On the technology side you have broadband penetration
throughout the workplace and at roughly 35-percent of U.S. households.
Broadband connectivity, said McCormick, “is the big thing
driving the Net today. Broadband’s importance to the Internet
is what cable hookups were to cable operators in the early 80s.”
According to PWC findings, the average broadband
user is spending 12.5 hours per week online and 75-percent of households
with incomes over $150,000 a year have broadband connections. Yet
Internet advertising today is just 3-percent to 4-percent of the
overall advertising pie.
According to McCormick and PWC data, when you have
broadband usage up 58-percent in one year, nearly two-thirds of
mainstream advertisers (63-percent) said the adoption of broadband
connections would encourage them to increase their advertising spend
in the year ahead.
Audience Measurement
Biggest thing today is behavioral targeting. Thanks
to Internet advertising, you have a highly measurable medium and
no longer does the old adage apply that “50-percent of advertising
dollars are wasted.”
McCormick outlined three discrete types of advertising
via the Web:
- Display – which is designed
to influence audience behavior
- Direct Response – which
encourages immediate buying
- Search – like the Yellow
pages. Respondent already wants to buy, just needs to find out
where.
Each form of Web advertising is powerful and highly
measurable, but advertisers and their agencies need to assess carefully
their objectives before launching a campaign. You can't expect a
single campaign to accomplish all three objectives, McCormick noted.

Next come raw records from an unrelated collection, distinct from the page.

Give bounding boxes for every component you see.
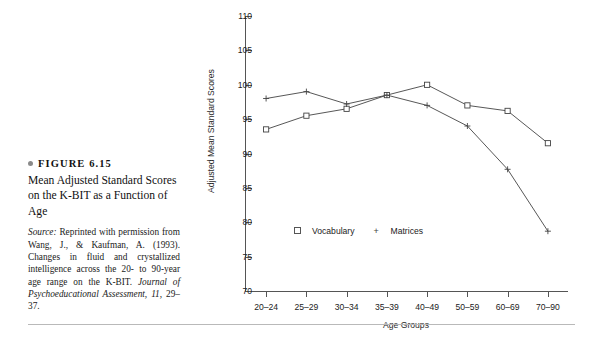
legend-label-matrices: Matrices xyxy=(391,226,423,236)
x-axis-tick xyxy=(548,291,549,297)
data-point-marker xyxy=(545,141,550,146)
figure-label-text: FIGURE 6.15 xyxy=(38,158,112,169)
figure-label: FIGURE 6.15 xyxy=(28,158,180,169)
x-axis-tick xyxy=(306,291,307,297)
bottom-divider xyxy=(28,324,575,325)
data-point-marker xyxy=(424,102,430,108)
y-axis-tick-label: 100 xyxy=(202,80,252,90)
open-square-icon xyxy=(292,227,303,236)
source-volume: 11, xyxy=(151,289,162,299)
y-axis-tick-label: 75 xyxy=(202,252,252,262)
data-point-marker xyxy=(303,89,309,95)
y-axis-tick-label: 95 xyxy=(202,114,252,124)
legend-label-vocabulary: Vocabulary xyxy=(312,226,355,236)
x-axis-title: Age Groups xyxy=(245,320,567,330)
data-point-marker xyxy=(465,103,470,108)
y-axis-tick-label: 85 xyxy=(202,183,252,193)
chart-legend: Vocabulary + Matrices xyxy=(292,226,423,236)
plus-icon: + xyxy=(371,227,382,236)
y-axis-tick-label: 70 xyxy=(202,286,252,296)
y-axis-tick-label: 110 xyxy=(202,11,252,21)
x-axis-tick xyxy=(347,291,348,297)
data-point-marker xyxy=(264,127,269,132)
bullet-dot-icon xyxy=(28,161,33,166)
x-axis-tick xyxy=(266,291,267,297)
legend-item-vocabulary: Vocabulary xyxy=(292,226,355,236)
plot-area: 70758085909510010511020–2425–2930–3435–3… xyxy=(245,16,568,292)
figure-source-note: Source: Reprinted with permission from W… xyxy=(28,226,180,313)
data-point-marker xyxy=(545,228,551,234)
x-axis-tick xyxy=(467,291,468,297)
figure-caption-block: FIGURE 6.15 Mean Adjusted Standard Score… xyxy=(28,158,180,313)
legend-item-matrices: + Matrices xyxy=(371,226,423,236)
data-point-marker xyxy=(304,113,309,118)
y-axis-tick-label: 90 xyxy=(202,149,252,159)
plot-series-svg xyxy=(246,16,568,291)
data-point-marker xyxy=(263,96,269,102)
data-point-marker xyxy=(425,82,430,87)
y-axis-tick-label: 80 xyxy=(202,217,252,227)
data-point-marker xyxy=(505,108,510,113)
figure-title: Mean Adjusted Standard Scores on the K-B… xyxy=(28,173,180,219)
x-axis-tick xyxy=(427,291,428,297)
x-axis-tick-label: 70–90 xyxy=(522,302,574,312)
source-label: Source: xyxy=(28,227,57,237)
y-axis-tick-label: 105 xyxy=(202,45,252,55)
x-axis-tick xyxy=(508,291,509,297)
x-axis-tick xyxy=(387,291,388,297)
line-chart: Adjusted Mean Standard Scores 7075808590… xyxy=(192,8,592,308)
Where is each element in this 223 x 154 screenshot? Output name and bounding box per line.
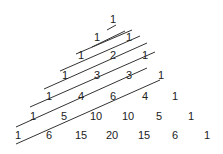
entry: 1 xyxy=(46,90,52,102)
entry: 1 xyxy=(172,90,178,102)
entry: 10 xyxy=(90,110,102,122)
entry: 1 xyxy=(142,49,148,61)
pascal-triangle-diagram: 1 1 1 1 2 1 1 3 3 1 1 4 6 4 1 1 5 10 10 … xyxy=(0,0,223,154)
entry: 6 xyxy=(110,90,116,102)
entry: 1 xyxy=(15,129,21,141)
entry: 4 xyxy=(142,90,148,102)
entry: 1 xyxy=(188,110,194,122)
entry: 5 xyxy=(156,110,162,122)
entry: 10 xyxy=(122,110,134,122)
entry: 5 xyxy=(61,110,67,122)
entry: 1 xyxy=(110,13,116,25)
diagonal-line xyxy=(107,25,116,30)
entry: 2 xyxy=(110,49,116,61)
diagonal-line xyxy=(76,30,132,54)
entry: 3 xyxy=(94,69,100,81)
entry: 15 xyxy=(138,129,150,141)
entry: 1 xyxy=(62,69,68,81)
entry: 1 xyxy=(78,49,84,61)
entry: 4 xyxy=(78,90,84,102)
entry: 6 xyxy=(46,129,52,141)
entry: 20 xyxy=(106,129,118,141)
entry: 1 xyxy=(126,31,132,43)
diagonal-line xyxy=(44,43,147,89)
entry: 1 xyxy=(30,110,36,122)
entry: 1 xyxy=(158,69,164,81)
entry: 3 xyxy=(126,69,132,81)
entry: 1 xyxy=(94,31,100,43)
entry: 1 xyxy=(204,129,210,141)
entry: 15 xyxy=(75,129,87,141)
entry: 6 xyxy=(172,129,178,141)
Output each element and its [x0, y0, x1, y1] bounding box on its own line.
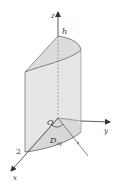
y-axis: [81, 121, 110, 122]
x-axis-label: x: [13, 174, 17, 182]
cylinder-wedge-diagram: z h O y x 2 Dxy: [0, 0, 122, 184]
height-label: h: [62, 27, 67, 36]
radius-label: 2: [16, 147, 21, 156]
origin-label: O: [47, 118, 54, 127]
z-axis-label: z: [50, 12, 55, 20]
y-axis-label: y: [103, 127, 109, 135]
region-label-sub: xy: [56, 140, 62, 147]
intersection-point: [77, 142, 79, 144]
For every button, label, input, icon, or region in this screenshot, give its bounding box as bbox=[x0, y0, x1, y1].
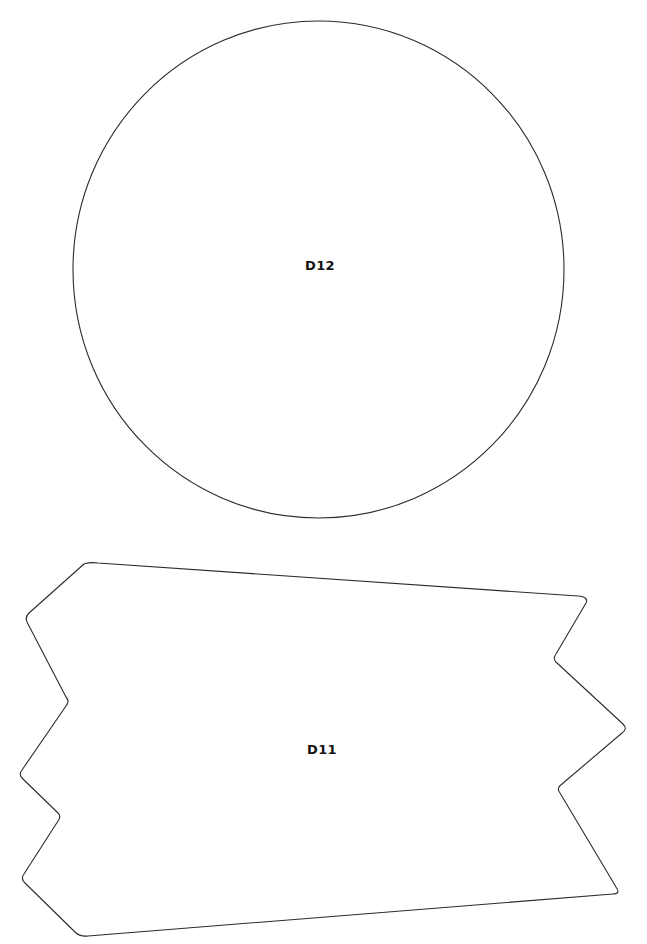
part-d11[interactable]: D11 bbox=[20, 563, 625, 937]
part-d12[interactable]: D12 bbox=[73, 21, 564, 518]
part-d12-label: D12 bbox=[305, 258, 335, 273]
pattern-sheet-page: D12 D11 bbox=[0, 0, 647, 944]
part-d11-label: D11 bbox=[307, 742, 337, 757]
pattern-drawing-canvas: D12 D11 bbox=[0, 0, 647, 944]
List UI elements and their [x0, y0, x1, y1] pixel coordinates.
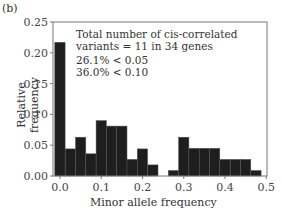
histogram-bar: [251, 171, 261, 177]
histogram-bar: [96, 121, 106, 176]
x-tick-label: 0.0: [51, 181, 69, 194]
histogram-bar: [55, 42, 65, 176]
x-tick-label: 0.1: [93, 181, 111, 194]
annotation-line-3: 26.1% < 0.05: [76, 54, 148, 66]
y-tick-label: 0.00: [24, 170, 49, 183]
y-axis-label: Relative frequency: [15, 55, 41, 155]
histogram-bar: [117, 126, 127, 176]
annotation-line-4: 36.0% < 0.10: [76, 66, 148, 78]
annotation-line-1: Total number of cis-correlated: [76, 28, 237, 40]
histogram-bar: [241, 159, 251, 176]
histogram-bar: [220, 159, 230, 176]
histogram-bar: [189, 148, 199, 176]
histogram-bar: [199, 148, 209, 176]
histogram-bar: [137, 149, 147, 176]
histogram-bar: [148, 165, 158, 176]
annotation-line-2: variants = 11 in 34 genes: [76, 40, 213, 52]
histogram-bar: [230, 159, 240, 176]
x-tick-label: 0.2: [134, 181, 152, 194]
histogram-bar: [179, 137, 189, 176]
x-axis-label: Minor allele frequency: [90, 196, 217, 209]
x-tick-label: 0.3: [175, 181, 193, 194]
y-tick-label: 0.25: [24, 16, 49, 29]
histogram-bar: [106, 126, 116, 176]
histogram-bar: [127, 159, 137, 176]
histogram-bar: [65, 149, 75, 176]
x-tick-label: 0.4: [216, 181, 234, 194]
histogram-bar: [210, 148, 220, 176]
histogram-bar: [86, 154, 96, 176]
x-tick-label: 0.5: [258, 181, 276, 194]
x-axis-ticks: 0.00.10.20.30.40.5: [51, 176, 275, 194]
histogram-bar: [168, 171, 178, 177]
histogram-bar: [76, 137, 86, 176]
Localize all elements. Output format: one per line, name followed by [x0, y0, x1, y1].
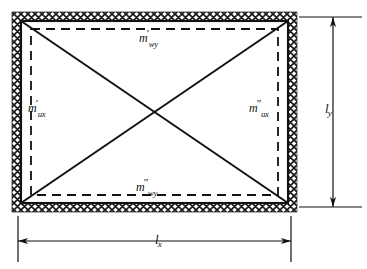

“Accountability of the Internet is second
to none. No other medium can match its ‘get what you pay for’
accountability in this Sarbanes ROI era.”
Culture
More and more you’re seeing that buyers, creators
and sellers of Internet advertising are those who’ve grown
up with the medium, or at least spent much of their working life
with this medium. “It’s a lot easier to sell the medium
to those who live it and use it. Yong professionals in media today.
They grew up with the Net. Went to business school with the Net.
It’s already part of their lives. It’s always a lot
easier to preach to the converted.”
Vs. Other Media
By 2007, about 20-percent of the country will have
TiVo or DVR, noted McCormick. “About 10-percent of all broadcast
commercial messages on TV will never get seen. You can bet more
and more advertisers are looking elsewhere for their spend and the
Internet is a great place to accept those dollars.” The majority
of Internet advertising is not going to migrate out of print, so
much as migrate out of television and direct mail.